Indian (SENSEX) stock-index futures gained, signaling benchmark indexes may snap the longest losing streak in four months.
SGX CNX Nifty Index futures for August delivery rose 0.6 percent to 5,797 at 9:41 a.m. in Singapore. The underlying CNX Nifty (NIFTY) Index fell 0.3 percent to 5,727.85 yesterday. The S&P BSE Sensex declined 0.2 percent, its seventh day of losses. The Bank of New York Mellon India ADR Index of U.S.-traded shares rose 0.9 percent.
The MSCI Asia Pacific Index climbed today after reports showed that factory output from the U.S. to China and Europe expanded in July, while U.S. jobless claims fell to a five-year low. The data came after the Federal Reserve retained its $ 85 billion-a-month bond-buying program and as European Central Bank President Mario Draghi said interest rates will probably remain low for an extended period.
“Some stocks have been hammered and selling has been overdone,” Jitendra Panda, head of broking at Capital First Ltd. (CAFL), said by phone from Mumbai.
India eased requirements yesterday for foreign retailers to invest in local supermarkets to lure global chains such as Wal-Mart Stores Inc. and Tesco Plc to open stores in Asia’s third-biggest economy. The cabinet also approved proposals to amend foreign direct investment rules for a range of businesses including commodity exchanges, he said.
Trading Halt
The government is loosening rules on overseas investment to help stem a ballooning current-account deficit and support a currency that sank to a record low last month.

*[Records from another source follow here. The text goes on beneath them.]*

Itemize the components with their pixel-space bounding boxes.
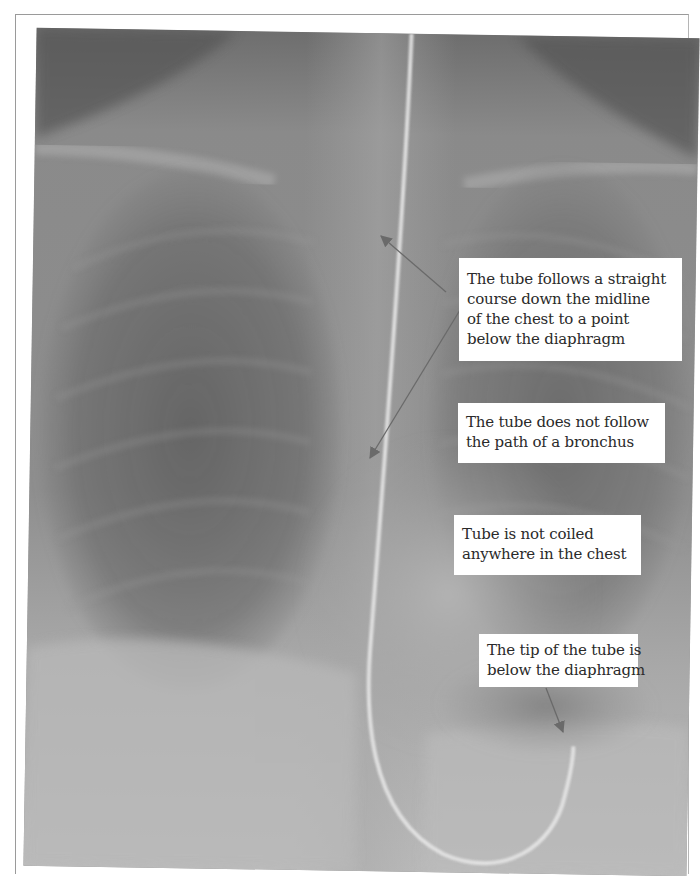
callout-line: below the diaphragm bbox=[487, 660, 630, 680]
callout-line: course down the midline bbox=[467, 289, 674, 309]
callout-midline-course: The tube follows a straight course down … bbox=[459, 258, 682, 361]
callout-line: The tip of the tube is bbox=[487, 640, 630, 660]
callout-not-bronchus: The tube does not follow the path of a b… bbox=[458, 403, 665, 463]
callout-line: of the chest to a point bbox=[467, 309, 674, 329]
callout-line: The tube follows a straight bbox=[467, 269, 674, 289]
callout-not-coiled: Tube is not coiled anywhere in the chest bbox=[454, 515, 641, 575]
callout-tip-below-diaphragm: The tip of the tube is below the diaphra… bbox=[479, 634, 638, 687]
callout-line: The tube does not follow bbox=[466, 412, 657, 432]
callout-line: Tube is not coiled bbox=[462, 524, 633, 544]
callout-line: anywhere in the chest bbox=[462, 544, 633, 564]
callout-line: the path of a bronchus bbox=[466, 432, 657, 452]
callout-line: below the diaphragm bbox=[467, 329, 674, 349]
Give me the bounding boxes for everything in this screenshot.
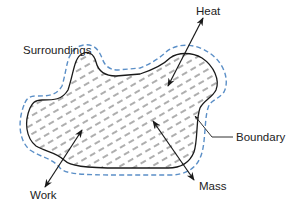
heat-label: Heat — [196, 6, 220, 18]
work-label: Work — [30, 190, 57, 202]
surroundings-label: Surroundings — [23, 45, 91, 57]
mass-label: Mass — [199, 181, 226, 193]
diagram-canvas — [0, 0, 296, 208]
system-region — [27, 52, 218, 168]
boundary-leader-line — [195, 116, 233, 137]
thermodynamic-system-diagram: Surroundings Heat Boundary Work Mass — [0, 0, 296, 208]
boundary-label: Boundary — [236, 132, 285, 144]
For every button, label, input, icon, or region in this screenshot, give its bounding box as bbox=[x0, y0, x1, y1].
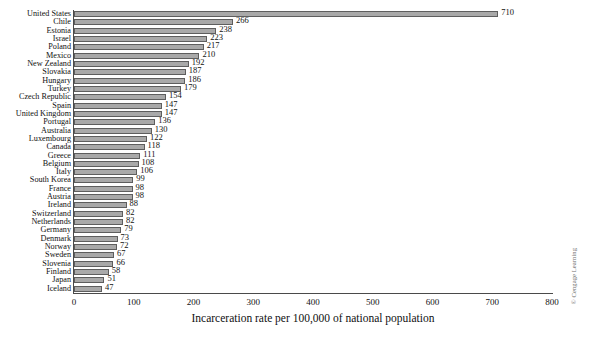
x-axis-line bbox=[73, 293, 553, 294]
x-tick-label: 300 bbox=[247, 296, 261, 308]
category-label: Iceland bbox=[47, 284, 71, 293]
bar bbox=[74, 244, 117, 250]
x-axis-tick-labels: 0100200300400500600700800 bbox=[74, 296, 552, 310]
bar bbox=[74, 128, 152, 134]
bar bbox=[74, 219, 123, 225]
bar bbox=[74, 119, 155, 125]
bar bbox=[74, 69, 186, 75]
bar bbox=[74, 36, 207, 42]
x-axis-title: Incarceration rate per 100,000 of nation… bbox=[74, 311, 552, 326]
x-tick-label: 0 bbox=[72, 296, 77, 308]
x-tick-label: 400 bbox=[306, 296, 320, 308]
bar bbox=[74, 169, 137, 175]
bar bbox=[74, 78, 185, 84]
bar bbox=[74, 194, 133, 200]
bar bbox=[74, 211, 123, 217]
bar bbox=[74, 186, 133, 192]
bar bbox=[74, 252, 114, 258]
bar-value-label: 47 bbox=[105, 283, 114, 292]
bar bbox=[74, 19, 233, 25]
category-axis: United StatesChileEstoniaIsraelPolandMex… bbox=[0, 10, 71, 293]
bar-value-label: 179 bbox=[184, 83, 197, 92]
x-tick-label: 100 bbox=[127, 296, 141, 308]
x-tick-label: 500 bbox=[366, 296, 380, 308]
bar bbox=[74, 277, 104, 283]
plot-area: 7102662382232172101921871861791541471471… bbox=[74, 10, 552, 293]
bar bbox=[74, 111, 162, 117]
bar bbox=[74, 144, 145, 150]
bar bbox=[74, 161, 139, 167]
x-tick-label: 600 bbox=[426, 296, 440, 308]
x-tick-label: 800 bbox=[545, 296, 559, 308]
bar bbox=[74, 103, 162, 109]
bar bbox=[74, 44, 204, 50]
bar bbox=[74, 202, 127, 208]
bar bbox=[74, 236, 118, 242]
bar bbox=[74, 227, 121, 233]
incarceration-rate-bar-chart: United StatesChileEstoniaIsraelPolandMex… bbox=[0, 0, 589, 347]
bar bbox=[74, 28, 216, 34]
bar bbox=[74, 136, 147, 142]
bar bbox=[74, 86, 181, 92]
bar bbox=[74, 261, 113, 267]
copyright-credit: © Cengage Learning bbox=[570, 248, 578, 304]
bar bbox=[74, 286, 102, 292]
bar-value-label: 266 bbox=[236, 16, 249, 25]
bar bbox=[74, 11, 498, 17]
bar bbox=[74, 61, 189, 67]
bar bbox=[74, 53, 199, 59]
bar bbox=[74, 177, 133, 183]
bar-value-label: 710 bbox=[501, 8, 514, 17]
x-tick-label: 200 bbox=[187, 296, 201, 308]
bar bbox=[74, 269, 109, 275]
bar bbox=[74, 94, 166, 100]
x-tick-label: 700 bbox=[486, 296, 500, 308]
bar bbox=[74, 153, 140, 159]
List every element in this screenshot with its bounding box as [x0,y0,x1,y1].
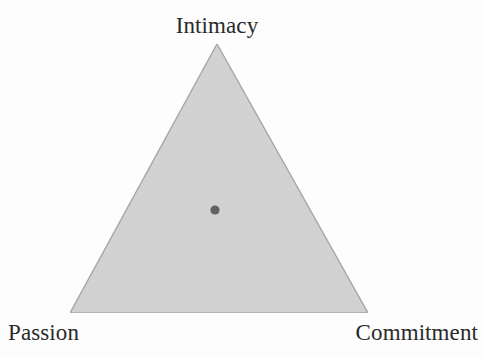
vertex-label-commitment: Commitment [0,320,478,346]
triangle-shape [70,44,368,313]
data-point [210,205,219,214]
vertex-label-intimacy: Intimacy [0,13,434,39]
love-triangle-diagram: Intimacy Passion Commitment [0,0,484,357]
triangle-plot-area [0,0,484,357]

The rupee fell yesterday on concern outflows from stocks may intensify after Goldman Sachs Group Inc. recommended cutting holdings amid the slowest economic growth in a decade.
Indian stocks declined yesterday, heading for a second straight weekly decline, as a trading halt at the nation’s biggest exchange for spot commodities spurred concern that some investors may sell equities holdings to meet margin calls.
Financial Technologies (India) Ltd. (FTECH) sank 65 percent yesterday after unit National Spot Exchange Ltd. suspended trading in some contracts, merged the delivery and settlement of all others and deferred them for a period of 15 days.
The Sensex ended a four-week rally last week after the Reserve Bank of India tightened banks’ access to cash on July 23 to stabilize a weakening rupee. The central bank maintained the benchmark repurchase rate at 7.25 percent this week, and cut its economic growth forecast for the year to March 2014 to 5.5 percent from 5.7 percent.
Earnings Reports
Siemens Ltd. (SIEM) may announce today profit of 887 million rupees ($ 14.7 million) for the quarter ended June 30, according to 16 analysts in a Bloomberg survey.
Ten of the 15 Sensex members that have posted earnings so far for the June quarter beat analyst estimates. About 27 percent of companies in the measure missed forecasts for the three months ended March, and 43 percent in the quarter through December, data compiled by Bloomberg show.
The Sensex has lost 0.6 percent this year and trades at 13.6 times projected 12-month earnings, down from a 17-month peak of 14.3 times on July 23. The MSCI Emerging Markets Index trades at 10.1 times.
Global funds bought a net $ 29 million of local shares on July 31, taking this year’s net purchases to $ 12.4 billion, data compiled by Bloomberg show. They have sold $ 986 million of Indian stocks in July, the most among 10 Asian markets tracked by Bloomberg, extending June’s $ 1.8 billion sell-off.